The demise of T[new]
Steven Schveighoffer
schveiguy at yahoo.com
Tue Oct 20 12:29:03 PDT 2009
On Tue, 20 Oct 2009 14:43:16 -0400, Bill Baxter <wbaxter at gmail.com> wrote:
> On Tue, Oct 20, 2009 at 11:30 AM, Andrei Alexandrescu
> <SeeWebsiteForEmail at erdani.org> wrote:
>> Steven Schveighoffer wrote:
>>>
>>> If your goal is to affect the original array, then you should accept a
>>> ref
>>> argument or not append to it.
>>
>> I think that's an entirely reasonable (and easy to explain) stance.
>
> I've definitely spent time tracking down exactly such bugs, where I
> meant to make the argument a ref but didn't. If the above is to be
> the official stance, then I think it should be enforced by the
> compiler. Appending to non-ref slice args should be an error.
Except when you are passing ownership of an array. Basically, there are
four modes:
T[] x : a) you are passing ownership to the function, and the array might
not be deterministically usable after the function returns, e.g. T[]
padAndCapitalize(T[]). Usually such functions' return values are
deterministic, and the focus of what you care about.
-or-
b) you are lending ownership to the function, only the array
elements will be altered, e.g. replace().
ref T[] x : You are lending ownership of the array to the function, but
you get ownership back, e.g. push(). Fully deterministic altering.
const(T)[] x : You retain ownership of the array, the function cannot
alter it, e.g. toUpper().
So it's not possible to flag on the signature between the first a) and b)
modes, we must currently rely on documentation. But the "append and
modify" routines are pretty rare.
Essentially, what you want is a type where the length is const, but the
data is mutable. I think creating such a type should be possible in the
library.
But fixing the append problem alone is a huge step forward, since all of
these cases could result in corruption of totally unrelated data if the
arrays were appended to. Especially the const version is bad.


• **WORK ORDER**
If a line in the data below holds the word "pixels", copy it.

(Data records for software interfaces)
★ ★ ★
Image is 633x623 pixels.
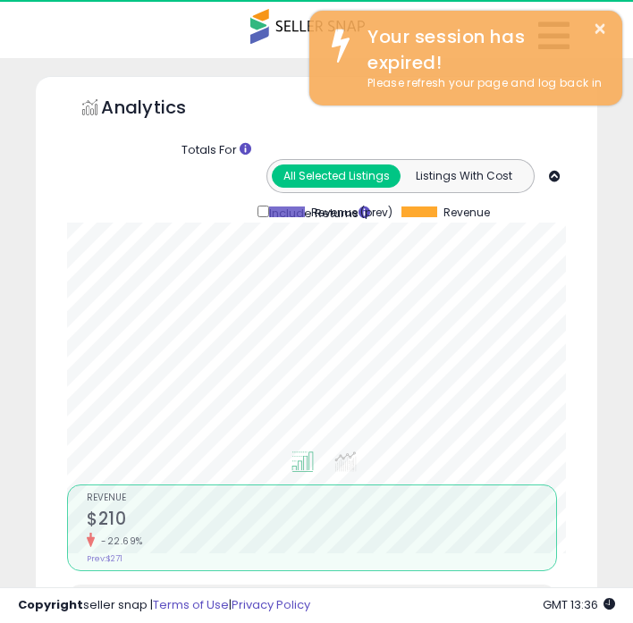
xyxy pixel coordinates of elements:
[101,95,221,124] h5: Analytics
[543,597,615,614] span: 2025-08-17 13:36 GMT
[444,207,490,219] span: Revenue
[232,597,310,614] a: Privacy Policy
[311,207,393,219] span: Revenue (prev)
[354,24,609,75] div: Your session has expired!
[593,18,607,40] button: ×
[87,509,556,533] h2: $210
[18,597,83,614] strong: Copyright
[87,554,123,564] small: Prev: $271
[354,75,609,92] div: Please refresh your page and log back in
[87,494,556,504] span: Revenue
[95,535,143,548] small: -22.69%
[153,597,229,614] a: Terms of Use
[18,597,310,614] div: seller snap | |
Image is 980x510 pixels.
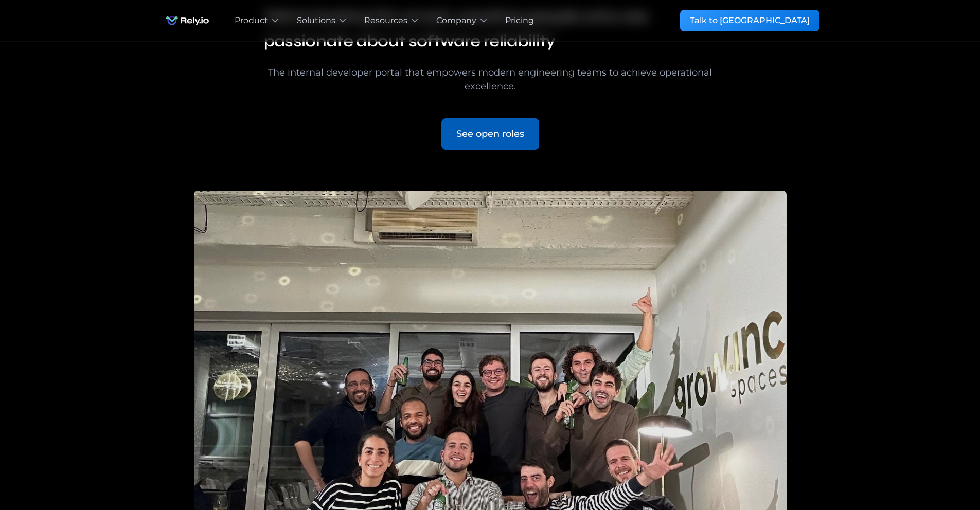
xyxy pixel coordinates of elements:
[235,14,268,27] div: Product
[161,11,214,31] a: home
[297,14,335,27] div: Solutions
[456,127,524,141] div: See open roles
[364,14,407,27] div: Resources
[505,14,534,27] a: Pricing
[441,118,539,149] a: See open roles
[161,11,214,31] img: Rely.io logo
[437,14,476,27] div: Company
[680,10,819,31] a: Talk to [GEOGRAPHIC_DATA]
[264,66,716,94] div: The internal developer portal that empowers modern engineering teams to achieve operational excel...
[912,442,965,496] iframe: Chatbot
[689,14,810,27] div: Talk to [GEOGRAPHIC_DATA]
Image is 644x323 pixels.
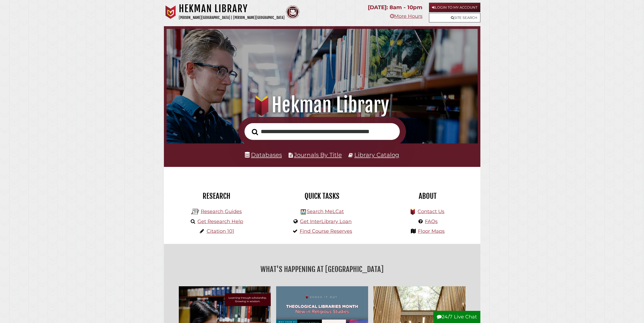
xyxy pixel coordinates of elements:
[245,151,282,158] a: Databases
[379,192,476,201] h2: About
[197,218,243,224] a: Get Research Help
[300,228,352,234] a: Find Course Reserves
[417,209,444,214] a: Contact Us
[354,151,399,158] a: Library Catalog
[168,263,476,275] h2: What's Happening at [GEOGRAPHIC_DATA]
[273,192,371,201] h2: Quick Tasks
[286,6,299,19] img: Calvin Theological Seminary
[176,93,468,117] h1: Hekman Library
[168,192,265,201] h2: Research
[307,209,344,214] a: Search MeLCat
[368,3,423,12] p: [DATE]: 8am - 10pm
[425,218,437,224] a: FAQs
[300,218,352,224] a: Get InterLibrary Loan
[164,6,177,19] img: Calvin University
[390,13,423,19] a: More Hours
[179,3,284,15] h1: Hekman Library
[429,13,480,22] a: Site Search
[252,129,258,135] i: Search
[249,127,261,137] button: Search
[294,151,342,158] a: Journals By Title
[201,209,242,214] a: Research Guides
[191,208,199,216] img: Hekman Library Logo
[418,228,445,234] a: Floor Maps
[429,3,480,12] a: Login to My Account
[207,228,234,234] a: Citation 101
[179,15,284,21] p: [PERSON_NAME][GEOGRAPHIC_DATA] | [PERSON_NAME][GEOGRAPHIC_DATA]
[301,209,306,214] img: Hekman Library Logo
★ ★ ★
• **RESULT OF THE EXERCISE**
Image is 633x623 pixels.
Image is 980x510 pixels.
Image is 644x323 pixels.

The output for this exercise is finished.